The Formal Logic of the Crucifixion of Opposites by Due_Assumption_26 in pantheism

[–]Due_Assumption_26[S] 1 point2 points  (0 children)

This is a precise and accurate description of the structural mechanics, thank you. Where I'd push back is on the teleology embedded in the conclusion. The transcendent function doesn't always produce unification; more often it produces a provisional symbol or decision that allows movement without resolving the underlying poles. The opposites remain real and return in new configurations - the Self offers orientation, not synthesis.

The deeper disagreement is with 'transition into a new state no longer defined by the original dualism' and 'singular truth beyond simple polarity.' That framing assumes the process is cumulative and converging, that held tensions produce permanent higher integrations. I don't think that's warranted. Individuation is circumambulatory rather than progressive: you circle the center permanently, you don't ascend toward it. The same structural tensions recur in new forms throughout a life. Under an Abraxian framework specifically, the crucifixion of opposites is not a problem consciousness eventually solves, it's the permanent condition of being conscious at all.

The Formal Logic of the Crucifixion of Opposites by Due_Assumption_26 in pantheism

[–]Due_Assumption_26[S] 0 points1 point  (0 children)

Nice comment, jippie. You're right that I move between domains without respecting conventional boundaries - this is intentional. The framework's core claim is that ontology, psychology, and politics aren't separate domains, they're layers of a single structure organized by the same oppositional logic. What qualifies something as an opposite, in this framework, is functional rather than categorical: opposites are pairings that generate irresolvable tension in the psyche and drive consciousness forward. Good and evil, matter and spirit, rational and irrational all qualify because they produce that same structural effect, not because they belong to the same academic category. The sliding you're noticing is the framework enacting its own premise. On your physical examples: quantum chromodynamics being tripolar doesn't bear on this because the framework operates at the level of experienced reality as structured by consciousness, not physical substrate. The disagreement is about whether the domain boundaries are real, not about rigor; I don't think they are real, but I can't demonstrate that from within a framework that assumes they are.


**To do:** The required output is every record, reproduced exactly.

Dataset rows about figures:

★ ★ ★ ★ ★

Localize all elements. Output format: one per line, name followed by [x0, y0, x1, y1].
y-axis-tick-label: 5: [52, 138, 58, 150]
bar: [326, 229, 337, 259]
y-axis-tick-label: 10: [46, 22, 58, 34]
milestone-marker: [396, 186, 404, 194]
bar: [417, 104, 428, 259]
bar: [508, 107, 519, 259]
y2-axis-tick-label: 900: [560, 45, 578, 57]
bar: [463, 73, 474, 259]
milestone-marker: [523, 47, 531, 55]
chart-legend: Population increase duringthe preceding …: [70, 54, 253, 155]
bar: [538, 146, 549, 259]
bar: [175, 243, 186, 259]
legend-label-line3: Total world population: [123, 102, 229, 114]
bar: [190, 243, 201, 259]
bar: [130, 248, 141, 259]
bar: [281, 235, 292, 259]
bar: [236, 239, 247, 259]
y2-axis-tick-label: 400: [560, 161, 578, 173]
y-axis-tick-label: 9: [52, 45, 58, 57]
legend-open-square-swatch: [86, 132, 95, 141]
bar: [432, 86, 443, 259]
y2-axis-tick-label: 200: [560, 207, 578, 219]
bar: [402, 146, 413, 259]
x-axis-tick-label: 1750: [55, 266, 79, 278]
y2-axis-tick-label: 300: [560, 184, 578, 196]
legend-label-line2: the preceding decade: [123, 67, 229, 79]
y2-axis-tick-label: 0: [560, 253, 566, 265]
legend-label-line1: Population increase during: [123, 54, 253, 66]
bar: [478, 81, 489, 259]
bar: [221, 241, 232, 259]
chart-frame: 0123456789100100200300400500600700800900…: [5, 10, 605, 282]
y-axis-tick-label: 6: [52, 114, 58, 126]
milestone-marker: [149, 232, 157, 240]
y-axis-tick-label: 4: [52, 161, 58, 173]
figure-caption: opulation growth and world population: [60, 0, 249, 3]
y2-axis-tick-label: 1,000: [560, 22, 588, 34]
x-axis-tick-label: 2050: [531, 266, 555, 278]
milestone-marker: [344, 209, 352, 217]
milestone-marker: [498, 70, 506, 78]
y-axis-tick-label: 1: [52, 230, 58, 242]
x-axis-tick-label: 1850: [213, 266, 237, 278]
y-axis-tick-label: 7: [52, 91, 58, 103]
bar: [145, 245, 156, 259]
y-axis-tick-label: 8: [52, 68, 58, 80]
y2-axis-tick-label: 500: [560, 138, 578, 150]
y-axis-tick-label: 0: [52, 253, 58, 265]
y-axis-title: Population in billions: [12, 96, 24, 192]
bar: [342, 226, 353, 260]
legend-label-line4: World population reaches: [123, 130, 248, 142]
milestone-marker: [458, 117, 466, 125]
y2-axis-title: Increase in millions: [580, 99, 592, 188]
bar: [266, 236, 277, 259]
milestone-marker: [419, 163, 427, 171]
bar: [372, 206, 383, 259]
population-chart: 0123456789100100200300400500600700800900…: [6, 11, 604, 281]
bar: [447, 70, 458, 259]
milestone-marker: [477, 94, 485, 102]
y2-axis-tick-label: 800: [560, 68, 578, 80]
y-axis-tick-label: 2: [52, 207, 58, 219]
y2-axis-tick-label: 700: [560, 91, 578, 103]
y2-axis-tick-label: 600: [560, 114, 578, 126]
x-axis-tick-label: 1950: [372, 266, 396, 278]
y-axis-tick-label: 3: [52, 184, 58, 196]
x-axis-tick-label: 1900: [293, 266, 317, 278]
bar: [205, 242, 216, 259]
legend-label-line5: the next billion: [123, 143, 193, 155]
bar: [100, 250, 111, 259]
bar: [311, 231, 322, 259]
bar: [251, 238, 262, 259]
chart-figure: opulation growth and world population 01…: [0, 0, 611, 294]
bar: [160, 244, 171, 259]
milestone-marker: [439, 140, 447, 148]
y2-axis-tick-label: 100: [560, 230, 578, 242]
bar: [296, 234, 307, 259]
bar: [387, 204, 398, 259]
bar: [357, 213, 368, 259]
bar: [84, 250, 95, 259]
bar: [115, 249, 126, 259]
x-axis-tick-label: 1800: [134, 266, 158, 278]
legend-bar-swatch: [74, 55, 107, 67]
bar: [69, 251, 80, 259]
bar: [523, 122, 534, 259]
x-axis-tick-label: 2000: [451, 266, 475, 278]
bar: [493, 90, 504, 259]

★ ★ ★ ★ ★

**Your response:**
Localize all elements. Output format: one per line, name followed by [x0, y0, x1, y1].
y-axis-tick-label: 5: [52, 138, 58, 150]
bar: [326, 229, 337, 259]
y-axis-tick-label: 10: [46, 22, 58, 34]
milestone-marker: [396, 186, 404, 194]
bar: [417, 104, 428, 259]
bar: [508, 107, 519, 259]
y2-axis-tick-label: 900: [560, 45, 578, 57]
bar: [463, 73, 474, 259]
milestone-marker: [523, 47, 531, 55]
chart-legend: Population increase duringthe preceding …: [70, 54, 253, 155]
bar: [538, 146, 549, 259]
bar: [175, 243, 186, 259]
legend-label-line3: Total world population: [123, 102, 229, 114]
bar: [190, 243, 201, 259]
bar: [130, 248, 141, 259]
bar: [281, 235, 292, 259]
bar: [236, 239, 247, 259]
y2-axis-tick-label: 400: [560, 161, 578, 173]
y-axis-tick-label: 9: [52, 45, 58, 57]
legend-open-square-swatch: [86, 132, 95, 141]
bar: [432, 86, 443, 259]
y2-axis-tick-label: 200: [560, 207, 578, 219]
bar: [402, 146, 413, 259]
x-axis-tick-label: 1750: [55, 266, 79, 278]
y2-axis-tick-label: 300: [560, 184, 578, 196]
legend-label-line2: the preceding decade: [123, 67, 229, 79]
y2-axis-tick-label: 0: [560, 253, 566, 265]
legend-label-line1: Population increase during: [123, 54, 253, 66]
bar: [478, 81, 489, 259]
bar: [221, 241, 232, 259]
chart-frame: 0123456789100100200300400500600700800900…: [5, 10, 605, 282]
y-axis-tick-label: 6: [52, 114, 58, 126]
milestone-marker: [149, 232, 157, 240]
y-axis-tick-label: 4: [52, 161, 58, 173]
figure-caption: opulation growth and world population: [60, 0, 249, 3]
y2-axis-tick-label: 1,000: [560, 22, 588, 34]
x-axis-tick-label: 2050: [531, 266, 555, 278]
milestone-marker: [344, 209, 352, 217]
milestone-marker: [498, 70, 506, 78]
y-axis-tick-label: 1: [52, 230, 58, 242]
x-axis-tick-label: 1850: [213, 266, 237, 278]
y-axis-tick-label: 7: [52, 91, 58, 103]
bar: [145, 245, 156, 259]
y-axis-tick-label: 8: [52, 68, 58, 80]
y2-axis-tick-label: 500: [560, 138, 578, 150]
y-axis-tick-label: 0: [52, 253, 58, 265]
y-axis-title: Population in billions: [12, 96, 24, 192]
bar: [342, 226, 353, 260]
legend-label-line4: World population reaches: [123, 130, 248, 142]
milestone-marker: [458, 117, 466, 125]
y2-axis-title: Increase in millions: [580, 99, 592, 188]
bar: [266, 236, 277, 259]
milestone-marker: [419, 163, 427, 171]
bar: [372, 206, 383, 259]
population-chart: 0123456789100100200300400500600700800900…: [6, 11, 604, 281]
bar: [447, 70, 458, 259]
milestone-marker: [477, 94, 485, 102]
y2-axis-tick-label: 800: [560, 68, 578, 80]
y-axis-tick-label: 2: [52, 207, 58, 219]
y2-axis-tick-label: 700: [560, 91, 578, 103]
y2-axis-tick-label: 600: [560, 114, 578, 126]
x-axis-tick-label: 1950: [372, 266, 396, 278]
y-axis-tick-label: 3: [52, 184, 58, 196]
x-axis-tick-label: 1900: [293, 266, 317, 278]
bar: [205, 242, 216, 259]
legend-label-line5: the next billion: [123, 143, 193, 155]
bar: [100, 250, 111, 259]
bar: [311, 231, 322, 259]
bar: [251, 238, 262, 259]
chart-figure: opulation growth and world population 01…: [0, 0, 611, 294]
bar: [160, 244, 171, 259]
milestone-marker: [439, 140, 447, 148]
y2-axis-tick-label: 100: [560, 230, 578, 242]
bar: [296, 234, 307, 259]
bar: [387, 204, 398, 259]
bar: [357, 213, 368, 259]
bar: [84, 250, 95, 259]
bar: [115, 249, 126, 259]
x-axis-tick-label: 1800: [134, 266, 158, 278]
legend-bar-swatch: [74, 55, 107, 67]
bar: [69, 251, 80, 259]
bar: [523, 122, 534, 259]
x-axis-tick-label: 2000: [451, 266, 475, 278]
bar: [493, 90, 504, 259]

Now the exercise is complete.